Wednesday, August 31, 2011

Emma's Monarchs, and a Spalsh of Verlaine

At the end of July, a young woman named Emma missed her train in Penn Station and had some time to kill. Her wait was shortened when I chanced upon her and asked about this lovely tattoo she had going on her left arm:


She explained the origins of this wonderful body art:
"I knew that I wanted a monarch. And I knew that I wanted it on my arm. And I knew that I wanted it coming out of a chrysalis ... I did a lot of research online and ... didn’t know who I wanted to get it done by and was just in San Diego for the day with my cousin. Pacific Beach, actually, and was ... shopping in Pacific Beach and walked into a tattoo parlor, just like 'Oh, let’s go look at tattoo parlors!' and was flipping through all the catalogs and it was like dragon, dragon, dragon. Samurai guy, samurai guy, samurai guy. And then opened one and it was just all these amazing beautiful naturescapes and just amazing detail and I immediately, right there was like, 'whoever this is, I want this person to do my tattoo'. And they were like, 'Hold on. She’s in the back' … her name is Rebecca Min and I basically came to her with the idea and was like, 'You’re the artist, so I want it hanging from a dead branch. I want the branch to be black and gray and I love monarchs.'


I have always loved monarchs for my whole life from when I was three. That’s one of my earliest memories, I found a monarch caterpillar with my great aunt and took it home from Wisconsin to, at the time, Chicago, in a jar with some milkweed and watched it spin a chrysalis and then hatch out of the chrysalis and then let it go and ever since then I’ve just loved monarchs …they’ve reminded me of the older women in my family, my grandmother, my great aunt.

It’s still a work in progress and she combined all these pictures, she put them together and I knew that I wanted the chrysalis to be empty, like it had just come out of the chrysalis, like a rebirth sort of thing and we both had the idea to make it translucent so that you could see the branch through the chrysalis...


We’ve been working on it for over a year and a half now, just bits and pieces , my longest session was three and a half hours and I had the idea to do a whole swarm from different perspectives and once we have all of those one, she’s going to pick a light source from one direction and do shadows….and she’s  gonna do moss on the branches, a white lichen."

The shop where Emma began to work with Rebecca Min was Chronic Tattoo. Emma says Rebecca has moved on to Eden Tattoo, although she is still listed as an artist on the Chronic website.

Emma also has these tattoos on her wrists:


The left wrist reads, "Les roses étaient toutes rouges et les lierres étaient tout noirs" which translates to "The roses were all red and ivy were all black."

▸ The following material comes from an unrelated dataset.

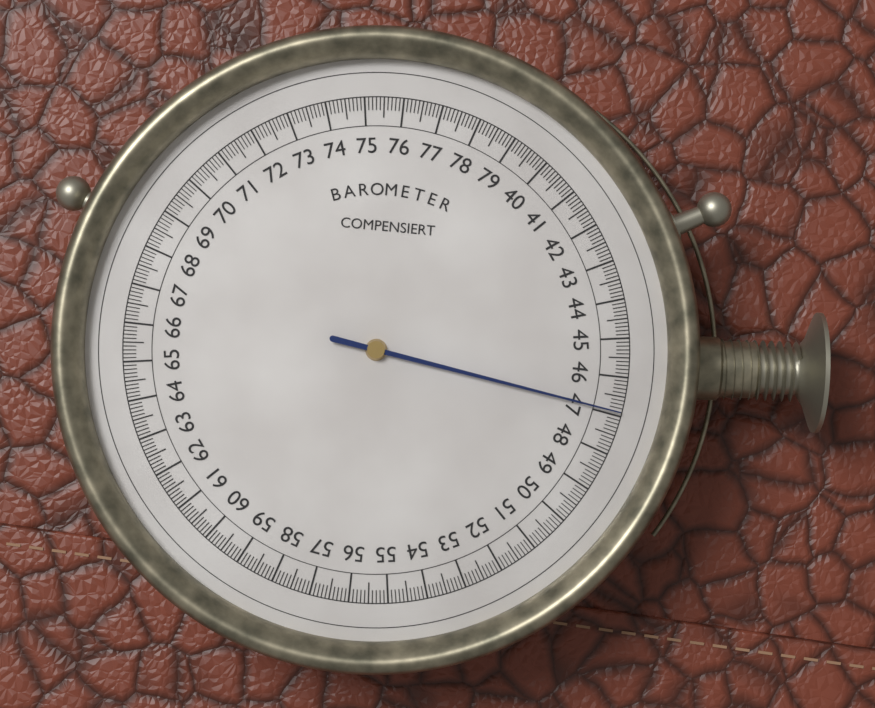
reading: 46.9 (no unit)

The right wrist reads, "Voici des fruits, des fleurs, des feuilles et des branches" which translates to "Here are fruits, flowers, leaves and branches."
 
Emma elaborates:
They are the first two lines of the last two songs in a set called "Aria T'oublie" by Claude Debussy. The poetry is by Paul Verlaine. I was a classical voice major in college and I wanted to do the set for my senior recital and I am obviously not your normal opera singer and my voice teacher said, 'Okay, that’s fine you can do the set, except for the last two songs. They’re too hard for you.' And I said, 'Fuck you.' And I took a year off and did nothing but practice and did lessons and studied and performed the set and was, too my knowledge, the first undergraduate ever to perform the set in its entirety. And so this was my badge of honor. Now seven year later, eight years later and until I’m in my eighties, I can look down and read these first two lines and remember every single word in French to both of these songs.
I was in West Hollywood, I was 23 and had 50 bucks and was like 'who can do this for really cheap?' and I don’t remember what his name was but I do know that at the time he had a sprained wrist and he was like 'I’ll do it. I’ll do it cheap. But I can’t believe you’re making me tattoo in a foreign language, upside down, with a sprained wrist.'
A hearty thanks to Emma for sharing these cool tattoos with us here on Tattoosday!


This entry is ©2011 Tattoosday.

If you are reading this on another web site other than Tattoosday, without attribution, please note that it has been copied without the author's permission and is in violation of copyright laws. Please feel free to visit http://tattoosday.blogspot.com and read our original content. Please let me know if you saw this elsewhere so I contact the webmaster of the offending site and advise them of this violation in their Terms of Use Agreement.